Monday, April 2, 2012

Why the hell are we so fat?

The Atlantic says it's because we don't walk enough. Which is true, but 1994 wasn't that long ago and I really don't think people were walking any more then than they are now. I jog and when I check my RunKeeper stats it reports that I've burned up maybe 500 calories after 45 minutes. Fast, steady walking may burn 300 calories in 45 minutes. So a lot of walking doesn't burn that many calories.

I am more inclined to believe it's the sheer volume of crap we are eating. Portion sizes in restaurants are enormous compared with 20 years ago, and so much of it is laden with HFC's. I don't think corn syrup is necessarily bad, but they are mixing it with everything now in order to make food taste "good."

What do we feed cattle in order to fatten them up?

10 comments:

Anonymous said...

Soylent Green is people!!

Anonymous said...

I agree. I can't see walking being the reason. We weren't walking in 1994, either.

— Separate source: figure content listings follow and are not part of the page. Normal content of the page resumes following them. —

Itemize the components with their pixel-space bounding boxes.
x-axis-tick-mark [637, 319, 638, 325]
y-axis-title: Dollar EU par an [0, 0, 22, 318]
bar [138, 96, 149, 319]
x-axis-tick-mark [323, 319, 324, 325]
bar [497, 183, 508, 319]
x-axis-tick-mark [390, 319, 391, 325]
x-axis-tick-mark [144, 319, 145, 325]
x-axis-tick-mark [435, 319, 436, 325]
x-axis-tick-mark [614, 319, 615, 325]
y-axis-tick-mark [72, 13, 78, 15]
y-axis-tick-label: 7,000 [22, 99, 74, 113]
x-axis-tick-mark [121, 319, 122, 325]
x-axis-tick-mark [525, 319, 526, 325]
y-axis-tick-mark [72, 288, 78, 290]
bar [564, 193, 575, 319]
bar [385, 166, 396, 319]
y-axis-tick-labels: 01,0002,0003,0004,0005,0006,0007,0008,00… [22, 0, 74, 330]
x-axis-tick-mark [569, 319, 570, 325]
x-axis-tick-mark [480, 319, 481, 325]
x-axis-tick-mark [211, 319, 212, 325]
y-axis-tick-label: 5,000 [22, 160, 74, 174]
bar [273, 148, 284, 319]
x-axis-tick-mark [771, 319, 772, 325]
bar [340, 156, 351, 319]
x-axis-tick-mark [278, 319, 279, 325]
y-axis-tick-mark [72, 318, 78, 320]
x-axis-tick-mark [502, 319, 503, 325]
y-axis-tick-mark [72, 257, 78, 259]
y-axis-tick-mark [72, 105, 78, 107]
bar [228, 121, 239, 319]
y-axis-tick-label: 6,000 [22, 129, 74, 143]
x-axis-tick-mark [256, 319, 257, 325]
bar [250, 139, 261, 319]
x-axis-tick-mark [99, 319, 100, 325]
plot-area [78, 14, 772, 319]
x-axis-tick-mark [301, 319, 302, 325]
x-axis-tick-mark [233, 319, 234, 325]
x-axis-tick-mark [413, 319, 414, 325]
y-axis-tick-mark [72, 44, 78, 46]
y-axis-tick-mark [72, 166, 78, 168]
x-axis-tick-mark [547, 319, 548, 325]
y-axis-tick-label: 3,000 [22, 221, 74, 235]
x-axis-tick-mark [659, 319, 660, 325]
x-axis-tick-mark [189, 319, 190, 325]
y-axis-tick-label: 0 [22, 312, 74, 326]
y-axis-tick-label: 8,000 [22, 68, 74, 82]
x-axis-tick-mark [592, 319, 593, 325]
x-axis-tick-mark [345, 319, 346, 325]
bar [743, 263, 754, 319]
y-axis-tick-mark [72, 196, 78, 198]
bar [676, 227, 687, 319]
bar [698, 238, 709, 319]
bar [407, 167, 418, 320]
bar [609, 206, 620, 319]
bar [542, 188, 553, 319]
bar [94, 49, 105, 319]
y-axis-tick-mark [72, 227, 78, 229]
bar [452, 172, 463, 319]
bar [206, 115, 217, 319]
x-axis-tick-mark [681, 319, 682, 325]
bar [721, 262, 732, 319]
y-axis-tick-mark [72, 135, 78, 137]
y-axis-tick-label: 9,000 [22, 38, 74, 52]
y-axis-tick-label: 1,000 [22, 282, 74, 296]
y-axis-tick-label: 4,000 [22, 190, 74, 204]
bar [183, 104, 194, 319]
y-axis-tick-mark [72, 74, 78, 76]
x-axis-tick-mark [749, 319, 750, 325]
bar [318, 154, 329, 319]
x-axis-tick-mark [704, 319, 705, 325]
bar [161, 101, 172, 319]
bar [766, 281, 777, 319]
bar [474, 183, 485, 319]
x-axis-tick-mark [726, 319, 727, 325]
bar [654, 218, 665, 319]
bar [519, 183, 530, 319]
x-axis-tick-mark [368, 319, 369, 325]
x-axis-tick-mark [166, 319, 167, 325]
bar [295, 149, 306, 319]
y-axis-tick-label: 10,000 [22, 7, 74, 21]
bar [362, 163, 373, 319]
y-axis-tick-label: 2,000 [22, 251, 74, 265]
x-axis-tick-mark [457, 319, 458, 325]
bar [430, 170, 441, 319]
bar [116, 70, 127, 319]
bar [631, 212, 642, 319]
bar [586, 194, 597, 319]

I think we're eating more crap loaded with sugar. HFC isn't worse than "regular sugar," but it is in EVERYTHING.

Anonymous said...

Look at the food pyramid promoted by the federal government. It pushes for us to eat 6 to 11 servings per day of carbs like bread, cereal and rice. Ridiculous.

Yet Another Wargaming Blogger said...

Houston has a whole lot more fast food joints and restaurants than most any other place I've been.
Convenience foods aren't that healthy usually. Plus, when you think "Texas sized" you think big portions.

Anonymous said...

Its portion size and the availability of crap food everywhere for a reasonably low price. When I count my calories and consume my recommended or just under amount, I ened up losing weight. My problem is beer and bbq . . .

Bogalusan said...

I wonder if some of it is also due to the aging population. When I was young, many of the overweight people you'd see were older. Not uncommon to gain some weight after 50.

Lou Minatti said...

True, but then we'd expect to see lots of obese people in Japan, which is far more aged than the US.

Carole said...

Nice post. For a bit of light relief you might enjoy this cartoon about the food pyramid. http://caroleschatter.blogspot.co.nz/2012/04/food-pyramid.html

joe said...

it's the food, not the walking. here in mexico there was a recent article saying we are so fat because of all the crap food that has come here since nafta.

http://pulsociudadano.com/2012/04/regalos-del-tlcan-como-abrimos-las-fronteras-y-nos-volvimos-obesos/

stop subsidizing corn and companies will stop stuffing high fructose corn syrup into every product.

Steve said...

Tyler Cowen has a new book with some interesting ideas about why restaurant food is so bad:

http://www.freakonomics.com/2011/12/14/how-american-food-got-so-bad-a-new-marketplace-podcast/

He considers several causes of bad food in restaurants, including Prohibition & immigration restrictions.

The claim that "children are in charge" is interesting. I think the theory is Prohibition & the Depression wiped out "adult" restaurants. Dining out became less of a leisurely, adult thing & more of a family thing. Restaurants catered to the lowest common denominator, children. Food was made more salty & sugary. And parents, loving their kids, enjoy treating them to dinner at a restaurant.

That’s fine. Anything in moderation is fine. Where we get into trouble is when those kids begin getting the same kind of food in their daily “home-made” meals. This is a shift that occurred gradually. Our boomer parents still had some fondness for “real” food. My contemporaries (people born in the 80s) saw eating out as a treat. So they wanted home food to resemble restaurant food. They demanded sugary cereals, soda, snack cakes, chips & processed lunch meats.

I don’t believe the answer is a ban on ads targeting kids. Sweden has those, but their obesity rate is rising. They’re basically where we Americans were 20 yrs ago. Restricting freedom should be a last resort.

If "kids in charge" really is the problem, then such a trend would be accelerated by the currently fashionable anti-tobacco laws.